1.

Record Nr.

UNINA9910838222003321

Autore

Suh Siri

Titolo

Dying to count : post-abortion care and global reproductive health politics in Senegal / / Siri Suh

Pubbl/distr/stampa

New Brunswick : , : Rutgers University Press, , 2021

©2021

ISBN

1-9788-0458-X

Descrizione fisica

1 online resource (227 pages) : illustrations, maps

Collana

Medical anthropology : health, inequality, and social justice

Disciplina

362.19888009663

Soggetti

Abortion services - Senegal

Maternal health services - Senegal

Medical policy - Senegal

Reproductive health - Senegal

SOCIAL SCIENCE / General

Lingua di pubblicazione

Inglese

Formato

Materiale a stampa

Livello bibliografico

Monografia

Nota di bibliografia

Includes bibliographical references and index.

Nota di contenuto

Foreword / Lenore Manderson -- Note on Anonymity and Language -- Introduction: PAC as Reproductive Governance -- 1. A "Transformative" Intervention -- 2. A Troublesome Technology: The Multiple Lives of MVA in Senegal -- 3. "We Wear White Coats, Not Uniforms": Abortion Surveillance in Hospitals -- 4. When Abortion Does Not Count: Interpreting PAC Data -- Conclusion: Evidence, Harm Reduction, and Reproductive Justice -- Appendix A: Methodology -- Appendix B: Cases of Admitted and Suspected Induced Abortions.

Sommario/riassunto

During the early 1990s, global health experts developed a new model of emergency obstetric care: post-abortion care or PAC. In developing countries with restrictive abortion laws and where NGOs relied on US family planning aid, PAC offered an apolitical approach to addressing the consequences of unsafe abortion.

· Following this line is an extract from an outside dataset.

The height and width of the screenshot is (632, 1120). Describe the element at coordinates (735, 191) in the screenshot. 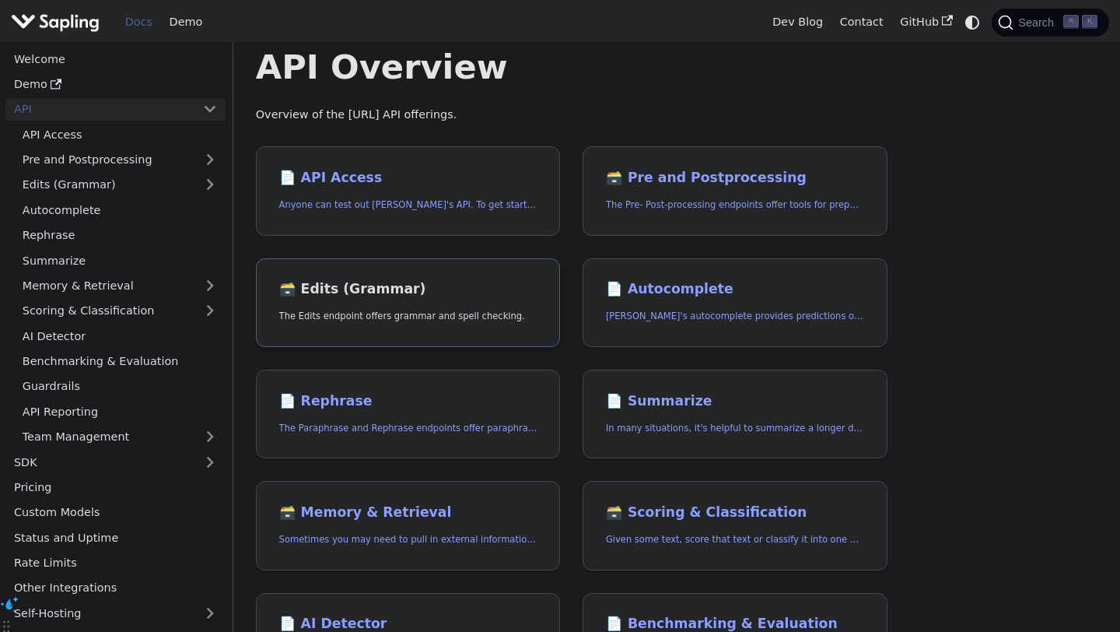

In Dying to Count, Siri Suh traces how national and global population politics collide in Senegal as health workers, health officials, and NGO workers strive to demonstrate PAC’s effectiveness in the absence of rigorous statistical evidence that the intervention reduces maternal mortality. Suh argues that pragmatically assembled PAC data convey commitments to maternal mortality



reduction goals while obscuring the frequency of unsafe abortion and the inadequate care women with complications are likely to receive if they manage to reach a hospital. At a moment when African women face the highest risk worldwide of death from complications related to pregnancy, birth, or abortion, Suh’s ethnography of PAC in Senegal makes a critical contribution to studies of global health, population and development, African studies, and reproductive justice.